Tracking calories manually is a pain. You weigh every bite, look up entries in a clunky database, second-guess the portion size, and eventually give up after three days. The core problem isn't motivation—it's friction. EtinAI tries to remove that friction entirely: point your phone at a plate, snap a photo, and it tells you the calories, protein, carbs, and fat. No typing, no guessing (well, less guessing).

How It Actually Works
You open the app, take a picture of your food, and wait a few seconds. The AI identifies the items and estimates their nutritional breakdown. I tested it on a straightforward lunch: grilled chicken, white rice, steamed broccoli. It correctly identified all three components and gave me reasonable numbers—around 400 calories, 35g protein, 45g carbs. For a bowl of mixed fruit, it recognized the banana and strawberries but missed the blueberries entirely. The portion size estimate is the trickiest part. A teaspoon of peanut butter vs. a tablespoon? The AI guessed conservatively low.

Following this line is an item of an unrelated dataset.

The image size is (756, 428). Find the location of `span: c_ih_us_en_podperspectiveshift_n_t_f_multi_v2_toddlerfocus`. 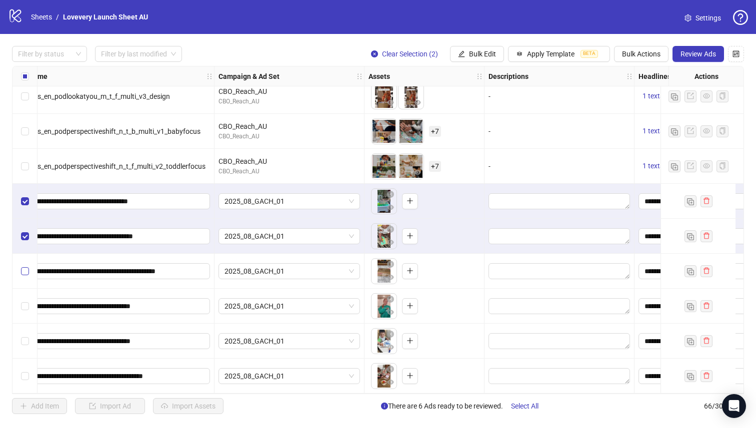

The real strength is speed. A typical manual entry in MyFitnessPal might take 30–60 seconds if you know the exact product. With EtinAI, it's under ten seconds for a recognizable meal. That convenience matters more than you'd think for building a consistent logging habit.
The Tradeoffs You Need to Know
Accuracy is the obvious concern. EtinAI works best on distinct, well-lit foods on a plain plate. A complex dish like a stir-fry with multiple sauces? It'll probably lump everything as "mixed vegetables" or misjudge the oil content. I’ve seen it call a salad with ranch dressing "lettuce-only" and ignore the dressing entirely. For protein tracking, it’s decent with recognizable cuts of meat but struggles with prepared dishes like meatballs or casseroles.
Another limitation: no barcode scanning or custom recipe input (yet). If you eat packaged foods often, you’re still better off with a traditional tracker. And if you’re someone who weighs every gram to hit precise macros, the AI’s visual estimation will frustrate you. The margin of error is probably ±20% on many meals.
Who Should Actually Use This
EtinAI is for people who want to track but hate the overhead. If your problem is starting (and stopping) because logging feels like a chore, this removes the biggest barrier. It’s also useful for restaurant meals where you don’t have packaging or a scale—just snap and get a ballpark number.
On the flip side, if you're deep into bodybuilding prep or have a medical condition requiring exact carb counts, stick with a scale and a database. The AI is a tool for consistency, not precision. For most people, consistent ballpark tracking beats intermittent exact tracking.
Bottom line: EtinAI makes logging almost effortless, but it asks you to accept some uncertainty in return. If that tradeoff works for your goals, it’s worth a try.